Sgt Leslie Bertie Neaves (1924 – 1945)
Leslie Bertie Neaves was born in Platt on 23 August 1924, the son of Bertie Neaves, a local brick maker and his wife, Bertha Hodges. The family lived near the brickworks at 2 Holly Mount, and on 30 September 1929, aged five, Leslie started at Platt School. He was a pupil there until 25 August 1933 when he transferred to Borough Green, where the older children usually went.
On the outbreak of war, Leslie’s father, who was a veteran of the First World War, re-enlisted the Army and saw service with the Royal Observer Corps. Leslie joined to the Royal Air Force and found himself assigned to 463 Squadron – a heavy bomber unit equipped with Avro Lancaster bombers, with whom he eventually rose to the rank of sergeant.
In early 1945 the squadron flew operations against targets in Germany, as well as providing support to advancing ground troops. Leslie was a bomb aimer, and on 20 March 1945 his plane took off at 23:49 hours from RAF Waddington to carry out a raid on a German petrochemical refinery. During the night his plane was shot down with all seven crew members were killed and eventually buried in the Berlin 1939-45 War Cemetery.
Curiously, although Leslie lived his entire life in Platt, his name was not added to the local war memorial in 1946 but was added to a new plaque commissioned in 2016 and can also be seen in the Book of Remembrance in the RAF Chapel in Lincoln Cathedral.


▸ Exercise goal: Starting with the line that contains "for every button, label, input, icon, or" and ending with the last line of the listing, print each line exactly. Pictures stay out.

▸ Data listing:
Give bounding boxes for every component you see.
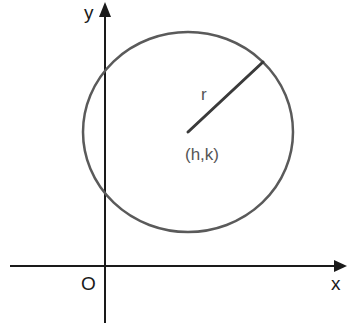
circle-diagram: [0, 0, 350, 323]
radius-line: [188, 62, 263, 132]
x-axis-arrow-icon: [334, 260, 347, 272]
center-label: (h,k): [185, 146, 219, 163]
origin-label: O: [81, 274, 96, 293]
x-axis-label: x: [331, 274, 341, 293]
y-axis-arrow-icon: [99, 2, 111, 17]
radius-label: r: [201, 86, 207, 103]
y-axis-label: y: [84, 3, 94, 22]
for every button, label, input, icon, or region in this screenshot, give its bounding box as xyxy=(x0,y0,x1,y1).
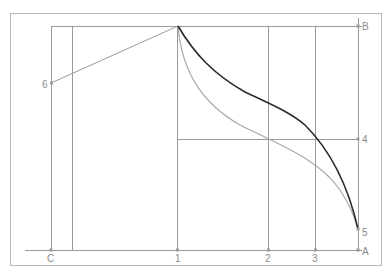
line-6-to-apex xyxy=(51,26,178,83)
label-b: B xyxy=(362,21,369,32)
label-a: A xyxy=(362,246,369,257)
label-1: 1 xyxy=(175,253,181,264)
label-2: 2 xyxy=(265,253,271,264)
point-markers xyxy=(50,25,360,252)
label-6: 6 xyxy=(42,79,48,90)
label-5: 5 xyxy=(362,227,368,238)
label-3: 3 xyxy=(312,253,318,264)
label-4: 4 xyxy=(362,134,368,145)
label-c: C xyxy=(47,253,54,264)
pattern-diagram: B 4 5 A 6 C 1 2 3 xyxy=(0,0,389,275)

▸ Response to this exercise:
for every button, label, input, icon, or region in this screenshot, give its bounding box as xyxy=(x0,y0,x1,y1).
line-6-to-apex xyxy=(51,26,178,83)
label-b: B xyxy=(362,21,369,32)
label-a: A xyxy=(362,246,369,257)
label-1: 1 xyxy=(175,253,181,264)
label-2: 2 xyxy=(265,253,271,264)
point-markers xyxy=(50,25,360,252)
label-6: 6 xyxy=(42,79,48,90)
label-5: 5 xyxy=(362,227,368,238)
label-3: 3 xyxy=(312,253,318,264)
label-4: 4 xyxy=(362,134,368,145)
label-c: C xyxy=(47,253,54,264)
pattern-diagram: B 4 5 A 6 C 1 2 3 xyxy=(0,0,389,275)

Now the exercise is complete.